Today we celebrate our nation's 249th birthday, and there will be flags and speeches and burgers and 'dogs on the grill, and somewhere your drunk Uncle Carl, all jazzed up on Busch Light and patriotic fervor, will come thisclose to blowing off four or five fingers or toes.
The American Experiment meets "ER." Happens every July 4.
What doesn't always happen is the American Experiment meeting madmen who would undo it in the name of saving it.
It has become almost cliche in these bizarre times to say America has become a dark place hijacked by the aforementioned madmen, but as with most cliches much truth attends it. This is not, demonstrably and fundamentally, the America envisioned by our founders. Whatever truths they held as self-evident have become Fake News under our current regime, which traffics in the paranoia, fear-mongering and false grievance that always fuel autocratic governments.
Everyone's out to get us, according to the Regime. And so it's America's duty -- its patriotic duty -- to get them before they get us. America First, right?
This is how gardeners and laborers and people just living their lives become enemies of the state. It's how winners of the Purple Heart are forced to self-deport. It's how others -- so many others -- get snatched off the street and disappeared because they had the bad luck to be born with an Hispanic surname, or committed the misdemeanor of crossing the border without the proper papers five or 10 or 20 years ago.
It's how we get to a place where the President of the United States, the governor of Florida and the Armband Barbie running Homeland Security pose in front of cages in a concentration camp, and yuk it up at the thought of some poor migrant who's never harmed a soul being eaten by alligators.
This is not America, friends and neighbors.

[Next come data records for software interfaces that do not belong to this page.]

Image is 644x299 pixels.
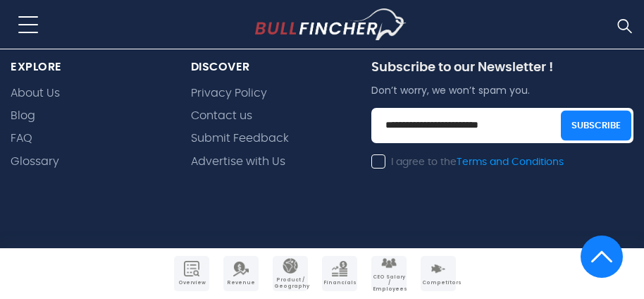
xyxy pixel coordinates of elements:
span: Revenue [225,280,258,286]
span: Competitors [422,280,455,286]
span: Financials [323,280,356,286]
iframe: reCAPTCHA [372,185,542,228]
div: Discover [191,60,351,75]
a: Company Financials [322,256,357,291]
a: Privacy Policy [191,87,267,100]
p: Don’t worry, we won’t spam you. [372,84,634,97]
div: explore [10,60,170,75]
span: CEO Salary / Employees [373,275,405,292]
span: Overview [176,280,208,286]
img: bullfincher logo [255,9,407,41]
a: Company Overview [174,256,209,291]
a: About Us [10,87,60,100]
a: Blog [10,109,35,123]
button: Subscribe [561,110,632,140]
a: Company Employees [372,256,407,291]
a: Submit Feedback [191,132,289,145]
a: Advertise with Us [191,155,286,169]
a: Company Revenue [223,256,258,291]
a: Glossary [10,155,59,169]
a: Contact us [191,109,252,123]
a: Company Competitors [421,256,456,291]
a: FAQ [10,132,32,145]
a: Company Product/Geography [273,256,308,291]
div: Subscribe to our Newsletter ! [372,60,634,84]
label: I agree to the [372,156,564,169]
a: Go to homepage [255,9,407,41]
a: Terms and Conditions [457,157,564,167]
span: Product / Geography [275,278,307,290]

This is, rather, America turned upside-down, a mean, alien land where cruelty is seen as strength and the most despicable elements rule. Where we afflict the afflicted and comfort the comfortable, short-sheeting the most vulnerable in our society in order to shove more wealth into the hands of those already sitting on an Everest of wealth.
Where we allocate more money than some nations spend on their armies to paramilitary street punks cosplaying as law enforcement.
America as police state? Seems we're right around the corner from that now.
And, sure, maybe that's me plunging off the deep end like the rest of the country, but maybe it's also me seeing things through history's lens. Truth is, none of what's happening in America now is new, and there are numerous examples of where it leads. And if we're going to be honest about it, America has at times been one of those examples.
We are a nation of lofty ideals, but we're also a nation that has occasionally strayed from those ideals. Lady Liberty may hold her lamp high, but the anti-immigrant mania we're seeing now is merely the latest thread in a long and ugly tapestry of bigotry. Hispanics, primarily, are its targets this time around; at other times, it's been the Germans or the Irish or the Asians or the Eastern Europeans -- and that doesn't even get into the holocaust of slavery and Jim Crow that kept the Africans who built America in chains both literal and symbolic.
Land of the free and home of the brave? Pretty words, but not always true.
And yet ...
And yet, for all of that, I will wave my flag today. I will do it for the founders and for their vision, no matter how many times it's been vandalized. I will do it for those Americans who understand that vision, and who do what they can for the marginalized and disadvantaged left eating the Regime's dust.
I will do it for the America that stood up to Hitler and Tojo, and went to the moon, and spearheaded the Berlin Airlift. I will do it for the America that once reached out to alleviate suffering around the world without asking what was in it for us.
That's the America I still believe in, not this one. Not this I-got-mine Regime that decided money spent to tend to the world's sick, hungry and impoverished was a giant scam because the Regime wasn't getting a proper cut.
Those people I won't think about today. Instead, on this most fragile of Fourths, I'll do what I always do: Cue up the Declaration of Independence episode of the HBO series "John Adams." Only this time I'll come at it from a different angle.
This time, I'll watch it not as an affirmation of America, and what makes it America.
This time, I'll watch it wondering how we get back to that.